There’s a tendency in the industry to focus too heavily on Tesla and its potentially misleading marketing strategy for all the failings of the advanced driver assistance industry. However, and as a recent study from Car and Driver discovered, almost every vehicle with advanced driver aids on sale today can be operated without anyone in the driver’s seat.

As we know from headlines bemoaning Tesla drivers for getting out of the driver’s seat while using features such as “Full Self-Driving,” despite Tesla’s own admission to the California DMV that their system does not offer autonomous driving, the misuse of driver aids can be dangerous. Consumer Reports, meanwhile, recently found that a Model Y could be fooled with little difficulty.

Car and Driver proves that Tesla isn’t the only guilty party. Testing 17 vehicles on a closed course (or a closed section of highway in Cadillac‘s case) from most major manufacturers, the test found that every brand’s safety checks can be defeated, allowing these systems to operate in a manner that they were not intended to.

Read Also: Consumer Reports Gets Tesla Model Y To Drive Without Anyone Behind The Wheel

Although some vehicles would deactivate or come to a halt if the seatbelt was unbuckled, as the report points out, a driver determined to misuse the system could simply buckle the belt behind them.

Similarly, most systems that required a hand on the wheel were easily defeated by affixing a weight to it, and even the Cadillac Super Cruise system, which checks to ensure the driver is retaining eye contact with the road, could be defeated with a cheap pair of novelty glasses with eyes painted on.

The test did find that Super Cruise, along with BMW and Mercedes‘ systems fared the best, though. The Germans have equipped their steering wheels with touch capacitors, making it much harder to defeat than systems that simply require a driver to occasionally put some pressure against the wheel. Cadillac’s system, meanwhile, remained active for just 18 seconds with no one behind the wheel, though a dummy could potentially fool it.

With many forum users actively posting tips and tricks to help defeat the safety checks installed on these vehicles, and the well-publicized Tesla stories, this is about more than “what-if” scenarios. Ensuring that drivers use these systems responsibly has an impact on the safety of the roads we all drive. And many of these flaws could be worked out with a simple weight sensor in the driver’s seat. Kind of like the one the passenger seat has.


PROBLEM DESCRIPTION: Could the lines from the line bearing "Locate window." to the end of the records below be copied exactly, with the pictures left out and no other lines added?
(Beginning of DATASET ENTRIES)
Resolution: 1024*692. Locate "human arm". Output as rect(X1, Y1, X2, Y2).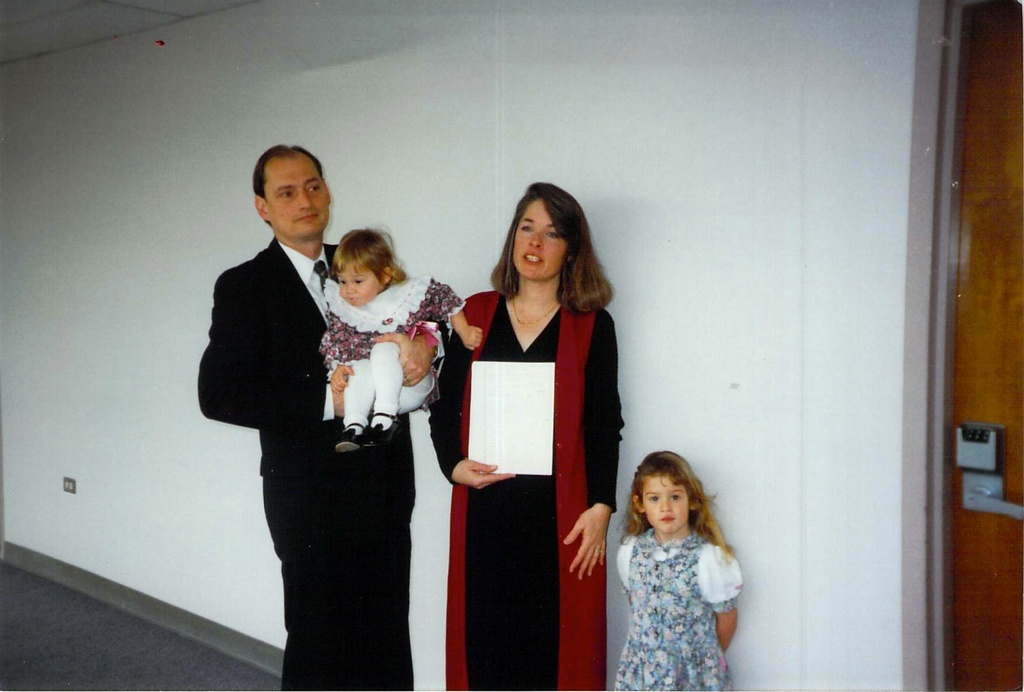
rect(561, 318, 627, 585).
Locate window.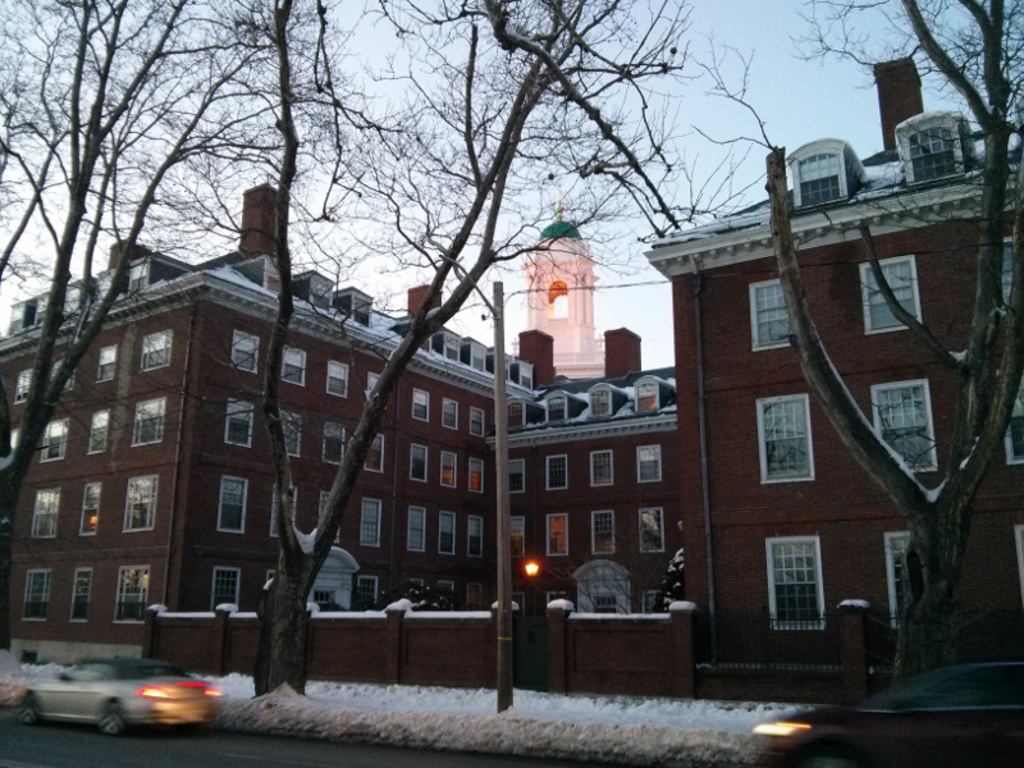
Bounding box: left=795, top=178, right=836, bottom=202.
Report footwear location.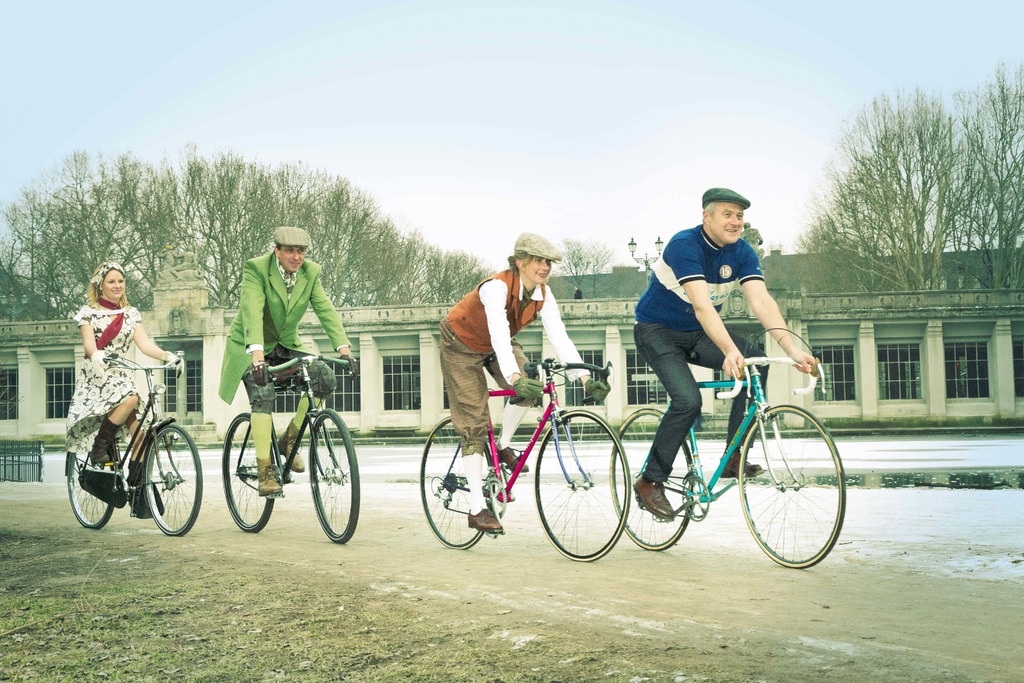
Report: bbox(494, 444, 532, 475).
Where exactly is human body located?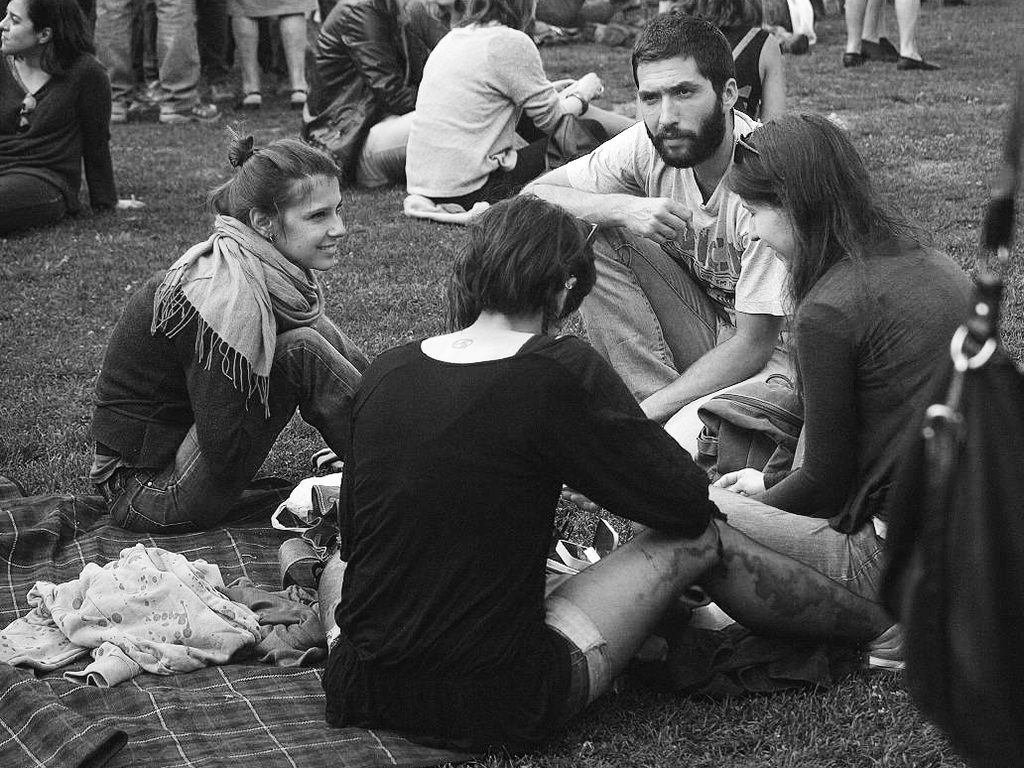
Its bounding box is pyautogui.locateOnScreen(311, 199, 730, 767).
(End of DATASET ENTRIES)
ANSWER:
Locate window.
Bounding box: left=795, top=178, right=836, bottom=202.
Report footwear location.
Report: bbox(494, 444, 532, 475).
Where exactly is human body located?
Its bounding box is pyautogui.locateOnScreen(311, 199, 730, 767).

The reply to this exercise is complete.